I will illustrate the influence of consumer-technology with a few examples, in medical imaging.

Digital Radiography (DR) has become ubiquitous in the acquisition, storage and processing of X-Ray images. The acquisition in DR uses technology that has been developed for Digital TV. It is necessary in DR to acquire data from several million pixels in a few seconds to afford resolution that is necessary for a usable image. Digital TVs use technology to address several million pixels, several times a second. These DR-data must be digitized, for every pixel, with a high resolution, to discern diseases. This digitization is now possible using high-speed and high-resolution Analog to Digital converters that emanated from consumer-technology and are miniature.  Each medical image involves several megabytes of data which must be stored, processed, and transmitted for analysis and diagnosis. In comparison to the early 80’s, this was not possible at that time.

Another example is in modern CT scanners that acquire data at a very high rate to render 2D or 3D data, almost in real time. To “image wisely” it is necessary to subject patients to as low a dose as possible. The computational-complexity in acquisition as well dose-reduction requires computing power that was unthinkable in the early days of CT, when it took several minutes to acquire and render CT-images due to lack of computing power. AI is being used for dose-reduction by discerning common patterns in projections as well as rendered images.

Yet another example is in the acquisition and rendering of MR-data. There is a computational burden in acquiring and rendering MR-Data, that is usable, without having to subject the patient to long exam-times.

Using AI in medical diagnostics has its own challenge. Each human being is unique in presentation of the same disease. Discerning patterns in a large set of data involves information from several sources that have been stored and transmitted from several locations to effect diagnoses that minimizes false-positives and more importantly, false-negatives. In screening procedures such as mammography, where there is absence of indication of disease, reader-bias can be eliminated or reduced. Screening mammography is an example of unsupervised-learning in contrast with retrospective analysis such as after a biopsy, which can be categorized as supervised-learning. In each of these instances a rich set of data that are statistically significant must be made available to the AI.

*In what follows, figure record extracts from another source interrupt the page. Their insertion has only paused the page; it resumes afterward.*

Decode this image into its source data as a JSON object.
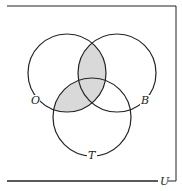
{
  "diagram": {
    "type": "venn",
    "universe_label": "U",
    "sets": [
      {
        "label": "O",
        "cx": 67,
        "cy": 73,
        "r": 39
      },
      {
        "label": "B",
        "cx": 117,
        "cy": 73,
        "r": 39
      },
      {
        "label": "T",
        "cx": 92,
        "cy": 117,
        "r": 39
      }
    ],
    "shaded_regions": [
      "O∩B",
      "O∩T"
    ],
    "colors": {
      "stroke": "#222222",
      "shade": "#d9d9d9",
      "background": "#ffffff"
    }
  }
}
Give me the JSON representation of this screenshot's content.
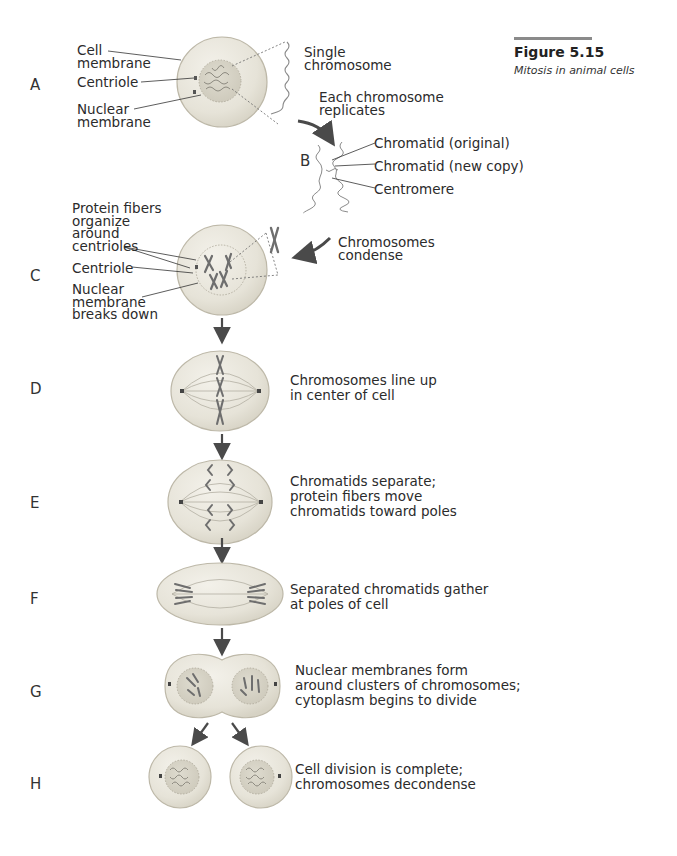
{
  "figure": {
    "number": "Figure 5.15",
    "caption": "Mitosis in animal cells"
  },
  "stages": [
    {
      "letter": "A"
    },
    {
      "letter": "B"
    },
    {
      "letter": "C"
    },
    {
      "letter": "D"
    },
    {
      "letter": "E"
    },
    {
      "letter": "F"
    },
    {
      "letter": "G"
    },
    {
      "letter": "H"
    }
  ],
  "labels": {
    "a_cell_membrane": "Cell\nmembrane",
    "a_centriole": "Centriole",
    "a_nuclear_membrane": "Nuclear\nmembrane",
    "a_single_chromosome": "Single\nchromosome",
    "replicates": "Each chromosome\nreplicates",
    "b_chromatid_original": "Chromatid (original)",
    "b_chromatid_new": "Chromatid (new copy)",
    "b_centromere": "Centromere",
    "c_protein_fibers": "Protein fibers\norganize\naround\ncentrioles",
    "c_centriole": "Centriole",
    "c_nuclear_breaks": "Nuclear\nmembrane\nbreaks down",
    "condense": "Chromosomes\ncondense"
  },
  "descriptions": {
    "D": "Chromosomes line up\nin center of cell",
    "E": "Chromatids separate;\nprotein fibers move\nchromatids toward poles",
    "F": "Separated chromatids gather\nat poles of cell",
    "G": "Nuclear membranes form\naround clusters of chromosomes;\ncytoplasm begins to divide",
    "H": "Cell division is complete;\nchromosomes decondense"
  },
  "colors": {
    "cell_fill": "#e9e6dc",
    "cell_edge": "#bdb8a8",
    "nucleus_fill": "#d8d4c6",
    "chromosome": "#6e6e6e",
    "arrow": "#4a4a4a",
    "rule": "#8a8a8a"
  }
}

I view AI as observing data with several million, different, eyes. Each layer of a neural network involves a few more million more “eyes “after the results of the first look are stored. This process requires high-speed computation, storage and transmission of data from several datasets to eliminate or reduce institutional as well as physician bias in recognizing diseased states, particularly for screening procedures.

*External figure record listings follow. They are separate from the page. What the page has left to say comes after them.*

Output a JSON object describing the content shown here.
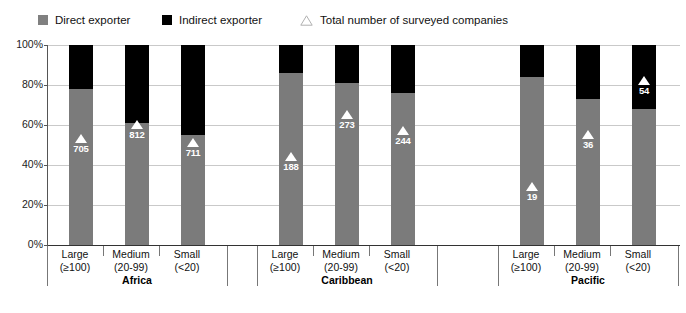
{
  "legend": {
    "items": [
      {
        "label": "Direct exporter",
        "icon": "square-swatch-gray",
        "color": "#808080"
      },
      {
        "label": "Indirect exporter",
        "icon": "square-swatch-black",
        "color": "#000000"
      },
      {
        "label": "Total number of surveyed companies",
        "icon": "triangle-outline-marker",
        "color": "#ffffff"
      }
    ]
  },
  "axis": {
    "y_ticks": [
      "100%",
      "80%",
      "60%",
      "40%",
      "20%",
      "0%"
    ],
    "y_values": [
      100,
      80,
      60,
      40,
      20,
      0
    ]
  },
  "groups": [
    {
      "name": "Africa",
      "categories": [
        {
          "size": "Large",
          "range": "(≥100)"
        },
        {
          "size": "Medium",
          "range": "(20-99)"
        },
        {
          "size": "Small",
          "range": "(<20)"
        }
      ]
    },
    {
      "name": "Caribbean",
      "categories": [
        {
          "size": "Large",
          "range": "(≥100)"
        },
        {
          "size": "Medium",
          "range": "(20-99)"
        },
        {
          "size": "Small",
          "range": "(<20)"
        }
      ]
    },
    {
      "name": "Pacific",
      "categories": [
        {
          "size": "Large",
          "range": "(≥100)"
        },
        {
          "size": "Medium",
          "range": "(20-99)"
        },
        {
          "size": "Small",
          "range": "(<20)"
        }
      ]
    }
  ],
  "chart_data": {
    "type": "bar",
    "subtype": "stacked-100-percent",
    "title": "",
    "xlabel": "",
    "ylabel": "",
    "ylim": [
      0,
      100
    ],
    "grid": true,
    "legend_position": "top-left",
    "categories": [
      "Africa / Large (≥100)",
      "Africa / Medium (20-99)",
      "Africa / Small (<20)",
      "Caribbean / Large (≥100)",
      "Caribbean / Medium (20-99)",
      "Caribbean / Small (<20)",
      "Pacific / Large (≥100)",
      "Pacific / Medium (20-99)",
      "Pacific / Small (<20)"
    ],
    "series": [
      {
        "name": "Direct exporter",
        "color": "#7b7b7b",
        "values": [
          78,
          61,
          55,
          86,
          81,
          76,
          84,
          73,
          68
        ]
      },
      {
        "name": "Indirect exporter",
        "color": "#000000",
        "values": [
          22,
          39,
          45,
          14,
          19,
          24,
          16,
          27,
          32
        ]
      }
    ],
    "markers": {
      "name": "Total number of surveyed companies",
      "color": "#ffffff",
      "labels": [
        "705",
        "812",
        "711",
        "188",
        "273",
        "244",
        "19",
        "36",
        "54"
      ],
      "values": [
        705,
        812,
        711,
        188,
        273,
        244,
        19,
        36,
        54
      ],
      "y_positions_pct": [
        53,
        60,
        51,
        44,
        65,
        57,
        29,
        55,
        82
      ]
    }
  }
}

AI has made impressive strides today in medical diagnostics. We can only imagine the advances in consumer technology on AI in the next five to ten years where the goodness of computers will increase 10-fold and 100-fold. It is possible that in the next few years AI will augment or replace some of the tasks that are performed by diagnostic-physicians. Prediction is difficult. I could not have predicted in the late 70’s the advances in medical imaging today. In other areas such as reading EKG’s AI has already taken over in diagnostics.